For anyone who is considering adopting a Vegan diet to help the planet, here is some information you need to read.I am Vegan and I am an Environmentalist. At the moment, I am completing a degree in Environmental Studies.My decision to adopt a Vegan diet wasn't initially motivated by how my lifestyle would effect the world I live in, now and in the future, but once I looked at the statistics, it only fueled my impetus to follow a Vegan diet.
This article is taken from the vegansociety.com website.

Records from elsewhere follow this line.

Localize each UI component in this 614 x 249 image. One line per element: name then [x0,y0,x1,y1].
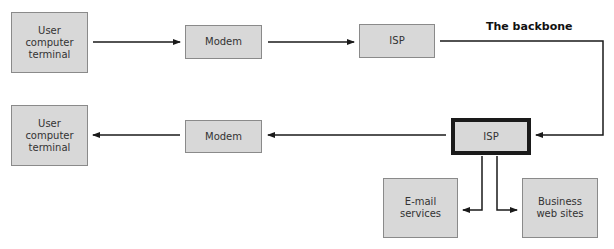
node-label: Modem [205,131,242,143]
node-label: Modem [205,36,242,48]
node-label: ISP [389,35,404,47]
node-label: ISP [483,131,498,143]
node-label: Business web sites [536,196,583,220]
backbone-label: The backbone [486,20,572,33]
arrow-isp-to-business [497,156,517,210]
arrow-isp-to-email [463,156,482,210]
node-modem-top: Modem [185,25,262,59]
node-label: E-mail services [400,196,441,220]
node-user-terminal-top: User computer terminal [11,12,88,73]
node-isp-bottom: ISP [451,118,531,155]
node-isp-top: ISP [359,24,435,58]
node-email-services: E-mail services [383,178,458,238]
node-label: User computer terminal [25,118,73,154]
node-business-web-sites: Business web sites [522,178,598,238]
node-modem-bottom: Modem [185,120,262,153]
node-label: User computer terminal [25,25,73,61]
node-user-terminal-bottom: User computer terminal [11,105,88,166]
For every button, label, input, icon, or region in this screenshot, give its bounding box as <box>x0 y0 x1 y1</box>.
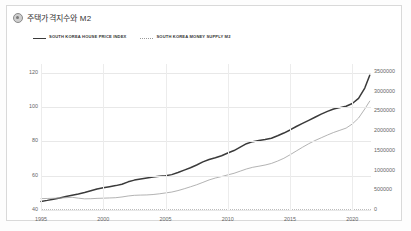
chart-screenshot: 주택가격지수와 M2 SOUTH KOREA HOUSE PRICE INDEX… <box>0 0 411 231</box>
gear-icon <box>13 13 23 23</box>
gridline-horizontal <box>41 141 371 142</box>
x-axis-tick-label: 2010 <box>222 216 234 222</box>
y-axis-right-tick-label: 500000 <box>374 187 392 192</box>
y-axis-left-tick-label: 80 <box>32 138 38 143</box>
gridline-vertical <box>228 64 229 210</box>
gridline-horizontal <box>41 107 371 108</box>
y-axis-right-tick-label: 1000000 <box>374 168 395 173</box>
legend-swatch-dotted-icon <box>140 38 153 39</box>
x-axis-tick-label: 2020 <box>346 216 358 222</box>
legend-item-house-price-index[interactable]: SOUTH KOREA HOUSE PRICE INDEX <box>33 34 126 40</box>
x-axis-tick-label: 2000 <box>97 216 109 222</box>
gridline-vertical <box>103 64 104 210</box>
y-axis-right-tick-label: 1500000 <box>374 148 395 153</box>
y-axis-left-tick-label: 60 <box>32 173 38 178</box>
gridline-vertical <box>41 64 42 210</box>
gridline-horizontal <box>41 210 371 211</box>
legend-label: SOUTH KOREA HOUSE PRICE INDEX <box>49 34 126 40</box>
y-axis-left-tick-label: 120 <box>29 70 38 75</box>
legend-item-money-supply-m2[interactable]: SOUTH KOREA MONEY SUPPLY M2 <box>140 34 230 40</box>
chart-lines <box>41 64 371 210</box>
y-axis-left-tick-label: 100 <box>29 104 38 109</box>
x-axis-tick-label: 1995 <box>35 216 47 222</box>
gridline-horizontal <box>41 176 371 177</box>
chart-title-row: 주택가격지수와 M2 <box>13 12 91 23</box>
y-axis-right-tick-label: 2000000 <box>374 128 395 133</box>
gridline-vertical <box>352 64 353 210</box>
gridline-vertical <box>290 64 291 210</box>
gridline-vertical <box>166 64 167 210</box>
gridline-horizontal <box>41 73 371 74</box>
y-axis-right-tick-label: 2500000 <box>374 108 395 113</box>
plot-area: 4060801001200500000100000015000002000000… <box>41 64 371 210</box>
legend-swatch-line-icon <box>33 38 46 39</box>
x-axis-tick-label: 2015 <box>284 216 296 222</box>
series-line-money-supply-m2 <box>41 101 370 199</box>
y-axis-right-tick-label: 3000000 <box>374 89 395 94</box>
y-axis-left-tick-label: 40 <box>32 207 38 212</box>
x-axis-tick-label: 2005 <box>160 216 172 222</box>
legend-label: SOUTH KOREA MONEY SUPPLY M2 <box>156 34 230 40</box>
y-axis-right-tick-label: 3500000 <box>374 69 395 74</box>
y-axis-right-tick-label: 0 <box>374 207 377 212</box>
chart-card: 주택가격지수와 M2 SOUTH KOREA HOUSE PRICE INDEX… <box>6 5 402 221</box>
chart-legend: SOUTH KOREA HOUSE PRICE INDEX SOUTH KORE… <box>33 34 231 40</box>
page-title: 주택가격지수와 M2 <box>27 12 91 23</box>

How your diet could change the world
World meat production has quadrupled in the past 50 years and farmed animals now outnumber people by more than three to one.1 In other words, the livestock population is expanding faster than the human population and is projected to continue to expand as the Chinese middle classes increasingly adopt meat-centred diets and as the Western taste for meat, eggs and dairy products continues to grow (along with our waistlines).This trend will contribute to continuing malnourishment in the developing world, global warming, widespread pollution, deforestation, land degradation, water scarcity and species extinction because more animals mean more crops are needed to feed them: the planet cannot feed both increasing human and farmed animal populations.
So if we are trying to reduce our car use, limit the amount of water we waste, become more ‘energy-efficient’ and generally lessen our environmental impact, we must also examine the most important factor of our personal ecological footprint: what we eat.